“Probably won’t be able to stand for the rest of the day,” the young physician said,
looking around at the chalk-white faces of the people as if nothing had happened.
“Just goes to show it doesn’t pay to go around whipping up mobs. All of you move along
now. Back to your homes.”
“Yeah, but, Doc,” a man with a long, gourd-shaped face said as he pointed to Conroy,
“who’s gonna see to his wounds?”
“I’ll have a look at him,” Dr. Tsurugi said with resignation. “Bring him by the hospital
some time. Just don’t do it for about three days or so. Looks like it’ll take him
that long to cool down. But from here on out, there’s a damn good chance I’ll refuse
to treat anyone who raises a hand to the Hunter here, so keep that in mind. Okay,
move along now.” After he’d seen to it that the people dispersed and Conroy had been
carried away, Dr. Tsurugi turned to face D.
“That’s a remarkable skill you have,” the Hunter said. “I recall seeing it in the
East a long time ago. What is it?”
“It’s called karate. My grandfather taught it to me. But I’m surprised you’d put up
with so much provocation.”
“I didn’t have to. You put an end to it. Maybe you did it to keep me from having to
hurt any of the locals . . . Whatever the reason, you helped me out.”
“No, I didn’t.” There was mysterious light in the physician’s eyes as he shook his
head. While you couldn’t really call it amity, it wasn’t hostility or enmity, either.
You might call it a kind of tenacity.
And then D asked him, “Have we met somewhere before?”
“No, never,” the physician said, shaking his head. “As I told you, I’m a circuit doctor.
In my rounds out on the Frontier, I’ve heard quite a few stories about you.”
The physician looked like he had more to say, but D interrupted him, asking, “Who
used to live in that abandoned house?”
The physician’s eyes went wide. “You mean to tell me you didn’t know before you went
in? The house belongs to Lori Knight—the girl you rescued.”
ABOUT THE AUTHOR
Hideyuki Kikuchi was born in Chiba, Japan in 1949. He attended the prestigious Aoyama
University and wrote his first novel
Demon City Shinjuku
in 1982. Over the past two decades, Kikuchi has authored numerous horror novels,
and is one of Japan’s leading horror masters, writing novels in the tradition of occidental
horror authors like Fritz Leiber, Robert Bloch, H. P. Lovecraft, and Stephen King.
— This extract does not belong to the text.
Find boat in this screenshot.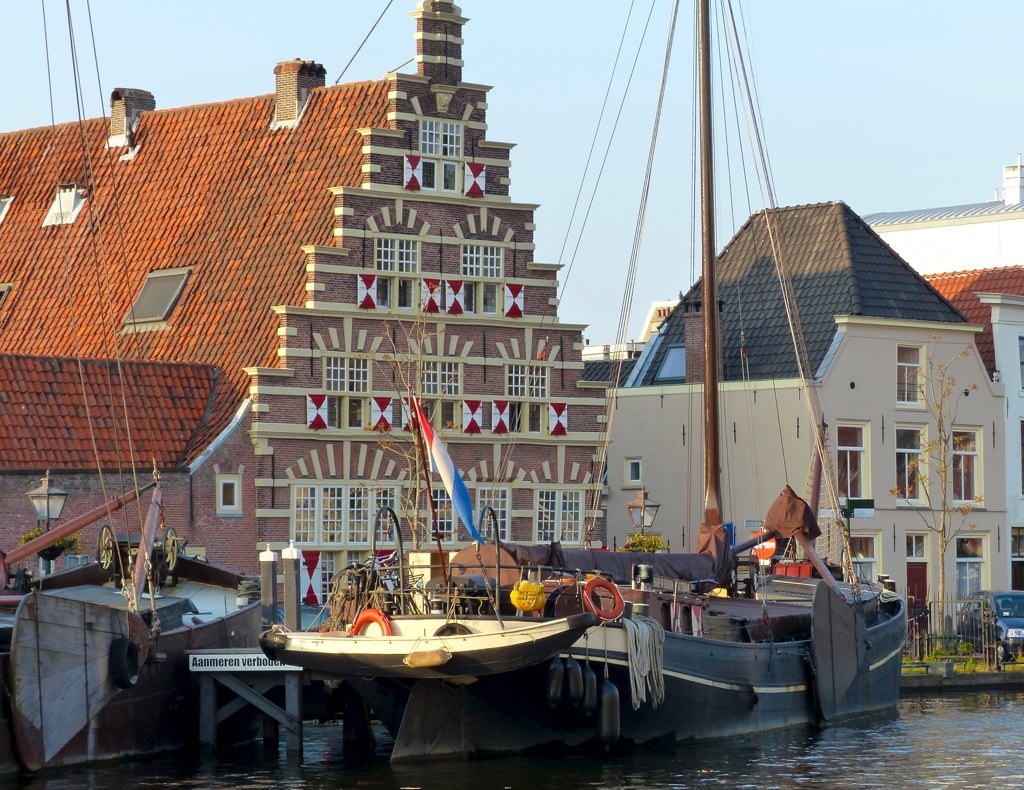
The bounding box for boat is left=250, top=523, right=647, bottom=713.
As of 2004, there were seventeen novels in his hugely popular ongoing Vampire Hunter
D series. Many live action and anime movies of the 1980s and 1990s have been based
on Kikuchi’s novels.
—
ABOUT THE IllUSTRATOR
Yoshitaka Amano was born in Shizuoka, Japan. He is well known as a manga and anime
artist and is the famed designer for the Final Fantasy game series. Amano took part
in designing characters for many of Tatsunoko Productions’ greatest cartoons, including
Gatchaman
(released in the U.S. as
G-Force
and
Battle of the Planets
). Amano became a freelancer at the age of thirty and has collaborated with numerous
writers, creating nearly twenty illustrated books that have sold millions of copies.
Since the late 1990s Amano has worked with several American comics publishers, including
DC Comics on the illustrated Sandman novel
Sandman: The Dream Hunters
with Neil Gaiman and
Elektra and Wolverine: The Redeemer
with best-selling author Greg Rucka.